It's hard to think when you're not used to it.

Like a many other pompous internet blowhards, or rather, distinguished members of the blogosphere, I have several themes that I return to over and over again. For me, I often find myself lamenting something to the effect of: here’s something that demonstrates how dumb people can be. I then usually bring up the notion that, if more of us were better critical thinkers, then there would be a decline in the global stupidity level. Since I place such high value on this thing called “Critical Thinking”, and I also believe that it’s something that is relatively rare, it might be worth a bit of time helping you understand what critical thinking is, and why you should actually spend time improving your own critical thinking skills.
Over the next few weeks, I’m going to examine critical thinking and I’d like to get your input as well. For starters, I’ll just take on the term “Critical Thinking” itself. In later posts, I’ll cover how critical thinking is related to science and effective argumentation.
The term “Critical Thinking” starts with the word “Critical”, which has more than one definition. The most common definition of critical is negative. For example, if I wanted to find fault with your poor fashion choices as you shop at WalMart, I might be said to be critical of your coffee-stained wife-beater and flip-flops. This isn’t the same sense of the word critical (and, by the way, if that’s how you dress at WalMart, please stop).
Thinking, on the other hand, is a verb - and it is the act of applying mental effort or reason to something. Thinking isn’t the same as day-dreaming or wishing. When you are thinking, you are purposefully exerting effort, and your attention, to reason about a specific object, problem or goal.
So there you have it: Critical Thinking is essentially the process of skillfully applying your mental effort or reasoning to something. Indeed, when we talk about critical thinking being something rare, we’re really saying that critical thinking skills are apparently rare. So, in the general vernacular, there is already a consensus that critical thinking is a skill.
And that makes it something that you can learn or improve through practice and exercise.

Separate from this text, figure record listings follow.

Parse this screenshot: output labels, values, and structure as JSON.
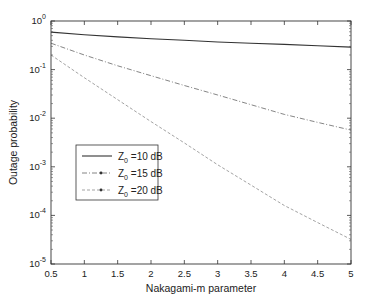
{
  "chart_data": {
    "type": "line",
    "title": "",
    "xlabel": "Nakagami-m parameter",
    "ylabel": "Outage probability",
    "xlim": [
      0.5,
      5
    ],
    "ylim_log10": [
      -5,
      0
    ],
    "yscale": "log",
    "grid": false,
    "legend_position": "left-center",
    "x_ticks": [
      "0.5",
      "1",
      "1.5",
      "2",
      "2.5",
      "3",
      "3.5",
      "4",
      "4.5",
      "5"
    ],
    "y_ticks": [
      {
        "base": "10",
        "exp": "0"
      },
      {
        "base": "10",
        "exp": "-1"
      },
      {
        "base": "10",
        "exp": "-2"
      },
      {
        "base": "10",
        "exp": "-3"
      },
      {
        "base": "10",
        "exp": "-4"
      },
      {
        "base": "10",
        "exp": "-5"
      }
    ],
    "x": [
      0.5,
      1,
      1.5,
      2,
      2.5,
      3,
      3.5,
      4,
      4.5,
      5
    ],
    "series": [
      {
        "name": "Z0 =10 dB",
        "label_main": "Z",
        "label_sub": "0",
        "label_rest": " =10 dB",
        "style": "solid",
        "color": "#333333",
        "values": [
          0.59,
          0.52,
          0.47,
          0.43,
          0.4,
          0.37,
          0.35,
          0.33,
          0.31,
          0.29
        ]
      },
      {
        "name": "Z0 =15 dB",
        "label_main": "Z",
        "label_sub": "0",
        "label_rest": " =15 dB",
        "style": "dash-dot-marker",
        "color": "#777777",
        "values": [
          0.35,
          0.2,
          0.12,
          0.075,
          0.047,
          0.03,
          0.019,
          0.012,
          0.0082,
          0.0057
        ]
      },
      {
        "name": "Z0 =20 dB",
        "label_main": "Z",
        "label_sub": "0",
        "label_rest": " =20 dB",
        "style": "dashed-marker",
        "color": "#999999",
        "values": [
          0.2,
          0.068,
          0.024,
          0.0085,
          0.0031,
          0.0011,
          0.00042,
          0.00016,
          7.1e-05,
          3.2e-05
        ]
      }
    ]
  }
}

One issue with critical thinking - as with all thinking - is that it’s invisible. You could well be the most clever, most critical thinker on the planet, but nobody would know it in the absence of some observable evidence of those skills. I’d like to suggest that critical thinking skills are certainly worth learning and practicing, but more than that, we have to become good at implementing those skills in our writing, speech and decision making. This is the part of the topic that fascinates me: how we go from a set of thinking skills to a set of real-life actions that would lead others to suspect that you possess those skills.
Let me know what you think about this.
I'm contentedly confident in my abilities and frequent correctness - and this is where you get to bask in my light. Though I'm superior, I'm not complacent. No siree, I spend much of my time trying to understand people, and why some of us are such freaks.